The Orlando Sentinel takes a closer look at the 20 candidates on the Tea Party’s Florida ticket — and the backlash the self-described band of “troublemakers” claims to have provoked among Republicans.

Republicans said they suspected [Tea Party founder Fred] O’Neal’s group was paying them to run. O’Neal said while his group did pay for the candidates’ $1781.82 qualifying fees and promised to cover expenses, they weren’t paying them to run.

“This is no big plot. We’re just thorns. We just get it in our mind to do stuff and are troublemakers,” O’Neal said.

One candidate, Christopher Crawford, qualified just in time for Friday’s deadline. He lists his only noteworthy assets as a 1991 Acura and an IKEA couch. He lists an Orlando address, yet is running for a state Senate seat in District 2, in the northwest corner of the panhandle.

The article also notes that Ira Chester, the Tea Party candidate for Agriculture Commissioner, is a serial contributor to Scott Maddox, his Democratic opponent in that race.

Campaign finance records show that he has donated $900 to Maddox’s campaigns between 2001 and 2009.

Meanwhile, CQ Politics reports that one of the Tea Party’s candidates for the Florida House once worked for Alan Grayson as a pollster, and finds other connections between the congressman and the Tea Party.

“There is no proof of any money from the Congressman going to the Florida Tea Party,” Grayson spokesman Todd Jurkowski said. “It’s all conspiracy theory.”

Indeed, the connections noted so far are all circumstantial. All that’s been proven is that the Tea Party is just what O’Neal described — a motley assortment of “thorns.” The fact that Grayson once publicly flirted with courting tea party movement support — citing its support of an audit of the Federal Reserve, a measure he has long championed — also muddles the picture.

The feeding frenzy has just begun, though, with one outlet issuing an open call for “any inside knowledge of what’s going on.”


Problem requirements -> In this data, count the lines in which "figure" appears and give only that number.
START Data for review
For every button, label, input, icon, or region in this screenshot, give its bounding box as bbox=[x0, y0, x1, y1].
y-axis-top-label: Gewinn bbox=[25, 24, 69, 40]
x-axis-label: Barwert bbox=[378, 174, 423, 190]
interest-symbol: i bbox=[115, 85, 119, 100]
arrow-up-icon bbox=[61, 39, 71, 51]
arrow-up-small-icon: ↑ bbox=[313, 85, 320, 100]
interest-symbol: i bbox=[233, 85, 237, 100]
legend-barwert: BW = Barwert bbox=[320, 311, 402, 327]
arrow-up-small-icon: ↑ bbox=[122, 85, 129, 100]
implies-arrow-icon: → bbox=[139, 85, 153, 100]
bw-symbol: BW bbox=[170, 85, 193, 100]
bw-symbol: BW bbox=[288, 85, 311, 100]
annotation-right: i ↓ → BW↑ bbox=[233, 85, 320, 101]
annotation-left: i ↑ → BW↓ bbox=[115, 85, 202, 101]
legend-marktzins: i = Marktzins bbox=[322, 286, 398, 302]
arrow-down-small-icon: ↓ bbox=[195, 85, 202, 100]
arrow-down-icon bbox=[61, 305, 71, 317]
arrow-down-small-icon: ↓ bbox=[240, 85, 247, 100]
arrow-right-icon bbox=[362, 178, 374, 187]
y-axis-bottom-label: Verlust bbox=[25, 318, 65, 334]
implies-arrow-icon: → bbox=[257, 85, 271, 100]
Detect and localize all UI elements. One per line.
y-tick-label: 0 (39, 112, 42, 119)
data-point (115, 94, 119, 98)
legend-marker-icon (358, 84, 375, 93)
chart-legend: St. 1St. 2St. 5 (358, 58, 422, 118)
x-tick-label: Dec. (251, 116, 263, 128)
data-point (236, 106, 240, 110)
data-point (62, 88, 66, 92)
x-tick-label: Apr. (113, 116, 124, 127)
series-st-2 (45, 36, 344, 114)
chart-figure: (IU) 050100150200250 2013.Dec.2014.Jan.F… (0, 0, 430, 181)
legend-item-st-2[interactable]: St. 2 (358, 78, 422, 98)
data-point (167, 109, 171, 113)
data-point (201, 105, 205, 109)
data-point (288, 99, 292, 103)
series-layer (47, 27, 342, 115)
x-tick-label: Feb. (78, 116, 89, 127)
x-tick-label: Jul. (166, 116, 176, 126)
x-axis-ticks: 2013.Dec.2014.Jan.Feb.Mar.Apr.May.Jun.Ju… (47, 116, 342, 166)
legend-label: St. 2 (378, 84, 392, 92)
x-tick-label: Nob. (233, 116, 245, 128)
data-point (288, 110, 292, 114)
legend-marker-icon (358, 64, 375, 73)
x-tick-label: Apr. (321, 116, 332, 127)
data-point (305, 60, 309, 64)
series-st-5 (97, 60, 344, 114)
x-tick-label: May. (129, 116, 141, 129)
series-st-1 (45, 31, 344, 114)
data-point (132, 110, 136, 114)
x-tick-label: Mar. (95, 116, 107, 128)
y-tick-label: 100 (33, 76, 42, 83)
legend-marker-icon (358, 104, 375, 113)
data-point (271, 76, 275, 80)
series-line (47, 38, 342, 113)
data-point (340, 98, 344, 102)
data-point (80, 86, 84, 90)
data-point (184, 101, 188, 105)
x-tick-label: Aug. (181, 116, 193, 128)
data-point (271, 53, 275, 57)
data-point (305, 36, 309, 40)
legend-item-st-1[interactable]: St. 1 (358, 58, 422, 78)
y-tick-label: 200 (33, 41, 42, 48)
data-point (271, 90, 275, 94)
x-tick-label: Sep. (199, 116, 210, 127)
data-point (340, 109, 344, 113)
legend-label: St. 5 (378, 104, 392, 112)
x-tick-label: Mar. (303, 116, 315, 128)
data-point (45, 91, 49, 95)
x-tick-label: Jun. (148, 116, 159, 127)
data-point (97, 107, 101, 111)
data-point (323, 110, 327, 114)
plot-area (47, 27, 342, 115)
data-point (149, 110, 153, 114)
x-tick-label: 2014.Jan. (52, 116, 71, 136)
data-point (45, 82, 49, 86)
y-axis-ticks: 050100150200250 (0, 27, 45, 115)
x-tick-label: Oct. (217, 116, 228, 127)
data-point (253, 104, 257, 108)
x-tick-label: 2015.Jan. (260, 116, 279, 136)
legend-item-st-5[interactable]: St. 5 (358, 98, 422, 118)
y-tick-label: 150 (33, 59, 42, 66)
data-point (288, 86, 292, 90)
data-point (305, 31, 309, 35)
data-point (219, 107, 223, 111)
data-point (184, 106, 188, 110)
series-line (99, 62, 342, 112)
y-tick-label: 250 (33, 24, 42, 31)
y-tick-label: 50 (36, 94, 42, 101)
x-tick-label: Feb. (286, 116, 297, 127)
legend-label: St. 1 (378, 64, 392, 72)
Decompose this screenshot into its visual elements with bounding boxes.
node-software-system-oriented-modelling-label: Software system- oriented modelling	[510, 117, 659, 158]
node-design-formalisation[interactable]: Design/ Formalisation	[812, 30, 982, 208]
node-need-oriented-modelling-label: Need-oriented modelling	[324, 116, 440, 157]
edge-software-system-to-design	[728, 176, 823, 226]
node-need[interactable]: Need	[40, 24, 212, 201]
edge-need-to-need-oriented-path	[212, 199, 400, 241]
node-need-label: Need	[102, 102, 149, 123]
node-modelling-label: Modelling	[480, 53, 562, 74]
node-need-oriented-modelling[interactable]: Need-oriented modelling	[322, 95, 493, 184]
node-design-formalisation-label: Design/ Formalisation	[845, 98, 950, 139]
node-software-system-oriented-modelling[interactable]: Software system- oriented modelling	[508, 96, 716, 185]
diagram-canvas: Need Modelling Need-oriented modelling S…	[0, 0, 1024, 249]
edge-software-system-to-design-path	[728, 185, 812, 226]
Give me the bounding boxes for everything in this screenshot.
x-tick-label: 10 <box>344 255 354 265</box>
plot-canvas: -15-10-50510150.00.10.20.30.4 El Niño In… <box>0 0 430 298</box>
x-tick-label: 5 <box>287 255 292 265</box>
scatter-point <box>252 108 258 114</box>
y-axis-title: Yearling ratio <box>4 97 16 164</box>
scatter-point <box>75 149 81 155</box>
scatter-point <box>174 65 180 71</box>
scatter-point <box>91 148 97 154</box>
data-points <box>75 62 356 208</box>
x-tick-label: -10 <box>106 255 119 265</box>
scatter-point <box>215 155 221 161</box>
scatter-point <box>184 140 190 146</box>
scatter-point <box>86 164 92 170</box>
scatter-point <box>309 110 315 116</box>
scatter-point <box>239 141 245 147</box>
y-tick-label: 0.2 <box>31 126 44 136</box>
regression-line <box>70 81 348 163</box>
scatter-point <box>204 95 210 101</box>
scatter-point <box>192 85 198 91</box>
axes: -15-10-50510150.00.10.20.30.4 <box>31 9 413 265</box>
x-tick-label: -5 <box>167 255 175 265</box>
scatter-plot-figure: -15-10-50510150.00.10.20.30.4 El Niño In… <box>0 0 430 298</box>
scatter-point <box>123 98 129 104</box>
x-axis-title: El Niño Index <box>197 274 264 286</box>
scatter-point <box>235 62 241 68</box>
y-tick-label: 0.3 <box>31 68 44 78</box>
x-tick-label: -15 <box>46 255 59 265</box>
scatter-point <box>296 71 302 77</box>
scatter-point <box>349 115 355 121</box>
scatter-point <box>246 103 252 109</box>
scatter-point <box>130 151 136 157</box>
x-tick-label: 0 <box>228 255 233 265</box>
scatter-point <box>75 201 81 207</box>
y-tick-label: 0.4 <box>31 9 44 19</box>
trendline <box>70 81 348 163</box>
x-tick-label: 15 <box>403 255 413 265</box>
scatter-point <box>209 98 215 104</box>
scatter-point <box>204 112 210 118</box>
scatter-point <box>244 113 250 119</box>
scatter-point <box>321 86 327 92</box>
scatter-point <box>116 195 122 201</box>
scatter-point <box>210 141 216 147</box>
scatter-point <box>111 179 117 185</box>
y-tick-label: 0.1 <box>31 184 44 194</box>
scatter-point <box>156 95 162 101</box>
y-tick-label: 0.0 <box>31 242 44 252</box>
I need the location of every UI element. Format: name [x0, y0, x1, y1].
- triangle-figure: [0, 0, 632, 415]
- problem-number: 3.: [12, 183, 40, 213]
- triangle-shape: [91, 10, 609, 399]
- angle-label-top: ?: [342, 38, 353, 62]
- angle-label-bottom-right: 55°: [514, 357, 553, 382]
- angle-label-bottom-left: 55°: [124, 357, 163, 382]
END Data for review
Result of the exercise -> 3